Open varenius opened 1 year ago
Sun coordinates are needed anyway and can be obtained as noted in #37 . Conversion between ecliptic / equatorial can be done as shown in https://astrophysicsandpython.com/2021/04/19/celestial-coordinate-conversions/#Equatorial_Ecliptic.
Functions to obtain the Sun's coordinates, and ecliptic --> equatorial conversion, was added in https://github.com/centowen/salsa/commit/09b9e492ec8b21798e478682ffe5d3620e0e29ec.
function for VLSR-correction calculation + (better) required coordinate functions added in https://github.com/centowen/salsa/commit/2e4ff3fc4c5d2b142fedec103df7993cd82a15c4.
Now remains actually applying the correction to measure spectra.
To interpret line spectra, such as HI emission, we need a common reference frame. One usual is the VLSR (see e.g. http://web.mit.edu/8.13/www/srt_software/vlsr.pdf, also attached here as vlsr.pdf), which was implemented in the old SALSA software at https://github.com/varenius/salsa/blob/main/Control_program/spectrum.py#L160.
There are issues with this implementation for switched spectra, see https://github.com/varenius/salsa/issues/20, where the correction's time dependence is currently ignored. However, doing a "proper" velocity correction for each sub-integration bin and then re-gridding all partial results to combine constructively seems to be beyond the scope of this application. After all, most measurements are less than 5 minutes, and we could simply document the limitation of using the telescope for long integrations.
In any case, the VLSR correction calculation seems to need ecliptic and Sun coordinates conversions, so these need to be added before the VLSR function can be ported from the old software.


**Task instructions**
Return, word for word, the lines of the listing below from the one with "has height=360, width=731." through the one with "What do you see at coordinates (413, 27)", and no other lines.

**Exercise materials**
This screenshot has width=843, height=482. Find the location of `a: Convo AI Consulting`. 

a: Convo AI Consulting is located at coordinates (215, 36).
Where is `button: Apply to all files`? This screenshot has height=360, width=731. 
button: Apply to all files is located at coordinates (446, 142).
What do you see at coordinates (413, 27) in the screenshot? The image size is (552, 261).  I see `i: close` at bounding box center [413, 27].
* * *
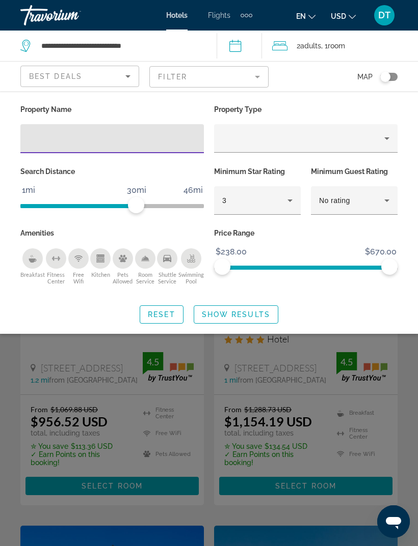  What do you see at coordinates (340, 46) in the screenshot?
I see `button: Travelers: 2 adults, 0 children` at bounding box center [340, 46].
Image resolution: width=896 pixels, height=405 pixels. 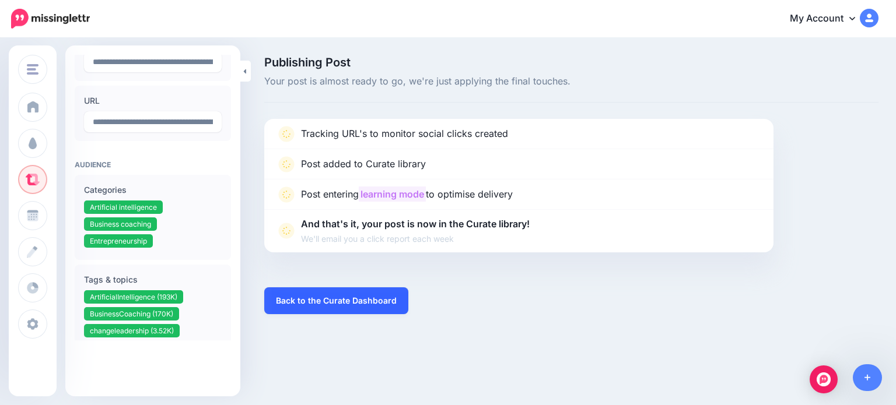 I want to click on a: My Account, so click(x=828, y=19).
---
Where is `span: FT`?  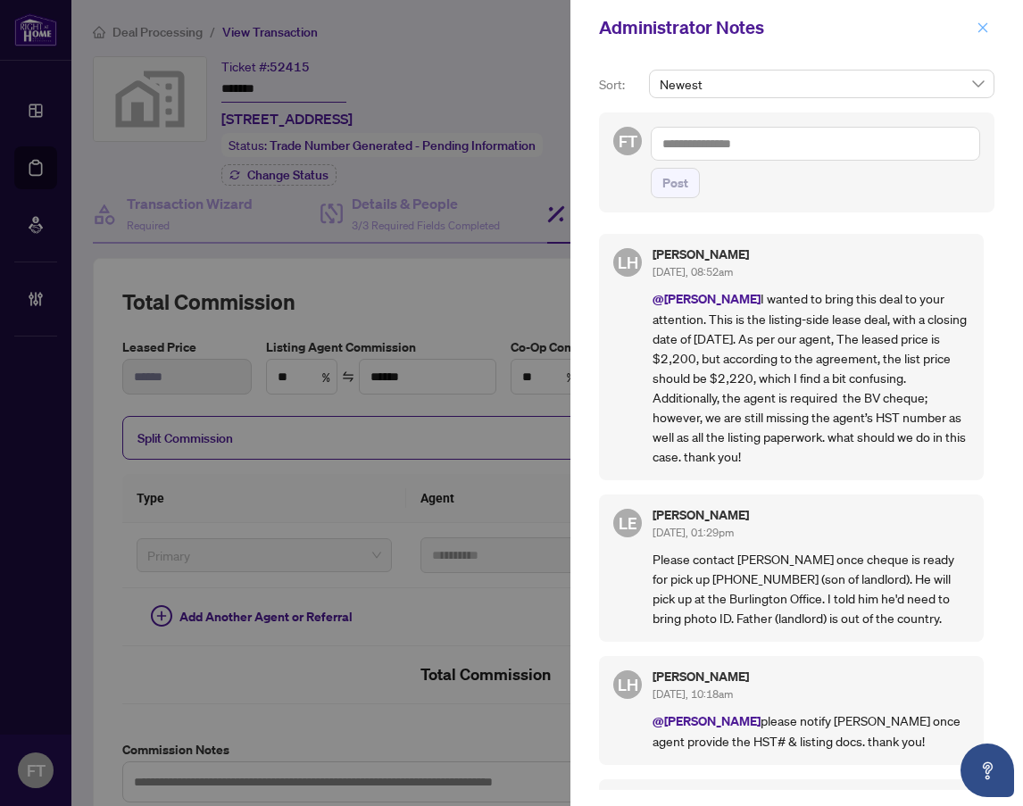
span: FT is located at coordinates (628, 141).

**Task result**
Where is `button: Apply to all files`? This screenshot has height=360, width=731. 
button: Apply to all files is located at coordinates (446, 142).
What do you see at coordinates (413, 27) in the screenshot? The image size is (552, 261).  I see `i: close` at bounding box center [413, 27].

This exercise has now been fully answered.